Try Channels->RGB->Ctrl-click(don't ask why)->back to Layers->New mask icon(you should now have a mask that is a grayscale version of the source image)
->Menu bar->Image->Adjustments->Curve/Levels(whatever you prefer)->Adjust contrast to choose what to mask. From here, work with duplicates of the source image, maybe blur your mask, etc.

Hey Anders, Thanks for the reply. That is interesting. I was using a technique I found online and I ended up making actions of it. It was able to divide the image into 4 separate luminosity masks and tweak each one individually. I just never saw any advantage. But doing some more contrast and sat on each channel especially in the shadows could be interesting. Lately I've been just using multiple layers and blending with underlying layers found in the layer style blending options. It's much easier, but possibly less refined. It's a really fast way to quickly and globally adjust just the highlights, or shadows.

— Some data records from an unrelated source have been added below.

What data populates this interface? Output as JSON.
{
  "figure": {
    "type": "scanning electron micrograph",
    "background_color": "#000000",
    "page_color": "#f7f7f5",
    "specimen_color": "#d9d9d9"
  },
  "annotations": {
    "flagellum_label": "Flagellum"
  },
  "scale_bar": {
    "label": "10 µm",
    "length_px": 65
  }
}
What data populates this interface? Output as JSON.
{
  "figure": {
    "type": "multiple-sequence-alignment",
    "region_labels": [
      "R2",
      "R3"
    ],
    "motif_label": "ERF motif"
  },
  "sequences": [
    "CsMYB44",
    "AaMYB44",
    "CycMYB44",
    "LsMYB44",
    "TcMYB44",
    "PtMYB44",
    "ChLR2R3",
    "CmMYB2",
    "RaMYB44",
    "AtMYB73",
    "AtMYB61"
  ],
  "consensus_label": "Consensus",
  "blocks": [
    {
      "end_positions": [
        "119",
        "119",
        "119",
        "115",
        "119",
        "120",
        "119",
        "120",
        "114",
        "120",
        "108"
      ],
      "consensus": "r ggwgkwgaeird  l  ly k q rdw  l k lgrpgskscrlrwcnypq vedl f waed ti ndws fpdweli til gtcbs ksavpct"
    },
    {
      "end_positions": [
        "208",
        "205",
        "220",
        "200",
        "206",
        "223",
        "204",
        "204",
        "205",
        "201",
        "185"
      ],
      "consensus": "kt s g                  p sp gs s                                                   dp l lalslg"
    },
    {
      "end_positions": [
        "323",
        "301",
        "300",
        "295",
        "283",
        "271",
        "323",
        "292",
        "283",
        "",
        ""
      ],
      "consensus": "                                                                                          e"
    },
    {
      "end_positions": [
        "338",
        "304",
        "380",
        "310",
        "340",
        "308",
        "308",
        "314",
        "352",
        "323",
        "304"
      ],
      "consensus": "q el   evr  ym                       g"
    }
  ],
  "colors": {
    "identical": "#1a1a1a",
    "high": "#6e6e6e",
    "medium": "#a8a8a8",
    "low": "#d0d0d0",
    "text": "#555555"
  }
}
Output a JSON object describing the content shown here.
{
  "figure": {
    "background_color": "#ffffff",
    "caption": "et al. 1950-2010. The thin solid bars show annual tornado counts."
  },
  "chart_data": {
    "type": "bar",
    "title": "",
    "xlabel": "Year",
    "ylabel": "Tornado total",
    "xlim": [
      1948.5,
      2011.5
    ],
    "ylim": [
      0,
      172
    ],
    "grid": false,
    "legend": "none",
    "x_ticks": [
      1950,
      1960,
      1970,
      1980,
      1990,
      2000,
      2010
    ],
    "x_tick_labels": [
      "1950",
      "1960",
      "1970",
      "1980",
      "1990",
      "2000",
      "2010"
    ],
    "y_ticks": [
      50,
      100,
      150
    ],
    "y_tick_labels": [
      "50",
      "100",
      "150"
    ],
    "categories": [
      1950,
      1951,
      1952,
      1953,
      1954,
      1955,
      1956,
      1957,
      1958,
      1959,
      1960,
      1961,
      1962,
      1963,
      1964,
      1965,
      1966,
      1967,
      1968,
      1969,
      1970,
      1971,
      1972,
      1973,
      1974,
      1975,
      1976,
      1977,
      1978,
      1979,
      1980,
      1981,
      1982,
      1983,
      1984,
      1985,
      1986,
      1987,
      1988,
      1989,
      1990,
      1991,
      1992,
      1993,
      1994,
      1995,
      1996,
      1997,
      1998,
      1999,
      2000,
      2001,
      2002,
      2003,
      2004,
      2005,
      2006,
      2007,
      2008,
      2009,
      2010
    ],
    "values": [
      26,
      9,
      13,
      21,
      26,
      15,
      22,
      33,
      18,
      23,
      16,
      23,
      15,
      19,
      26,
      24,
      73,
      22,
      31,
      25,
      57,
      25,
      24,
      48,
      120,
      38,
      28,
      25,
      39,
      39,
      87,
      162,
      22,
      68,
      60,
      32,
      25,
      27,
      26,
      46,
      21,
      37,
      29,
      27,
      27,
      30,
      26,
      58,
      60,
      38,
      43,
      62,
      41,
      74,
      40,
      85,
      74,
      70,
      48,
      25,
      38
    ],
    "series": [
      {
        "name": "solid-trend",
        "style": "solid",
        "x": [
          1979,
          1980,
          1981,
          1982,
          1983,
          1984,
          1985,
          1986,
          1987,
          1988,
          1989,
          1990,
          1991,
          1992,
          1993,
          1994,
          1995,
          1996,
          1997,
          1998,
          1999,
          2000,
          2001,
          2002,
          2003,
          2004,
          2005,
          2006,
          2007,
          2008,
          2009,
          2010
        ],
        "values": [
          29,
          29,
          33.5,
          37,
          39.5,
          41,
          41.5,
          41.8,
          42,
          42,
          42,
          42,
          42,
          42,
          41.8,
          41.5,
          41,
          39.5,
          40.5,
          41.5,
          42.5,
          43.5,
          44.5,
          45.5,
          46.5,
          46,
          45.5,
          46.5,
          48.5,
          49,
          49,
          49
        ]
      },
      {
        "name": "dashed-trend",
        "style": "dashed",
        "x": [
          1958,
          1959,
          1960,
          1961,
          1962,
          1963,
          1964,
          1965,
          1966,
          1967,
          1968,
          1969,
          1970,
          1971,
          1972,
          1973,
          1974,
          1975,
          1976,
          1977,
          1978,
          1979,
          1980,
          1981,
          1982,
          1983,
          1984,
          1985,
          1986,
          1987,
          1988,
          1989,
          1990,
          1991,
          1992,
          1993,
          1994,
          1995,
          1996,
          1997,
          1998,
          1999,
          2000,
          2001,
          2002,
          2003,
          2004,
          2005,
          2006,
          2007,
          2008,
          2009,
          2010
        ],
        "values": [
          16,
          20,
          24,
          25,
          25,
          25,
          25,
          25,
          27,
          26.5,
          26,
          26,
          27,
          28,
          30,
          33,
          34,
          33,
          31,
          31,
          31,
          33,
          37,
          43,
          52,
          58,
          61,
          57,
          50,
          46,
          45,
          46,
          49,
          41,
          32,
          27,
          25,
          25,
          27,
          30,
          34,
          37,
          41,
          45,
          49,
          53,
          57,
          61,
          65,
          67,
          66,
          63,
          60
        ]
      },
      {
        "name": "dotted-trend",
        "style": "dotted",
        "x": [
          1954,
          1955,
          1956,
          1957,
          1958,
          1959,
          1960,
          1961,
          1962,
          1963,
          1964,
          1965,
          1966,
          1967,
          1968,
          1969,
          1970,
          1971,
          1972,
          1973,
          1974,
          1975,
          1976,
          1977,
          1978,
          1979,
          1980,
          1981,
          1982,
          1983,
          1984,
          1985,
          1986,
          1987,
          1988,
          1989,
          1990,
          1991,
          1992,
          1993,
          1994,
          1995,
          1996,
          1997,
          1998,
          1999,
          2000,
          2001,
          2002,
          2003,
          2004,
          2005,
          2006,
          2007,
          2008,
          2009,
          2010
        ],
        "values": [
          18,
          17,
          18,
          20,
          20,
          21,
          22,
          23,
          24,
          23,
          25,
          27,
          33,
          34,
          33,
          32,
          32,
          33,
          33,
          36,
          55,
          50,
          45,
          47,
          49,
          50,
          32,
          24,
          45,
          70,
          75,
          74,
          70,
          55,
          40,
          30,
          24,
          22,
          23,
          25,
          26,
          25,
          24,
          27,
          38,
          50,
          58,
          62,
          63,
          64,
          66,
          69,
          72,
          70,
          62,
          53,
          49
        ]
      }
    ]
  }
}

I hadn't used the luminosity mask for a while, but when I did finally learn it, wowwy wow did I regret not learning it earlier. Now, I don't know how exactly he uses it in the video, as I refuse to watch a video when I already know how and when they refuse to put it as a post for those of us who don't want to waste our bandwidth. However, they are very useful when you want to apply adjustments to only certain areas of brightness/luminosity. Instead of using an adjustment layer and then carefully drawing in a mask, you can use a luminosity mask based on the luminosity you want to show through, and then mask that itself also into a general area of your photo. Very quick and easy, saves a lot of time over the traditional method, and works better a majority of the time. It's also very useful if you're doing a burn/dodge layer, since you can color in a certain area on the actual layer, and then with a luminosity mask only certain luminosities in that area will show through.

It has saved much editing time and made it more of a pleasure to work with complex images.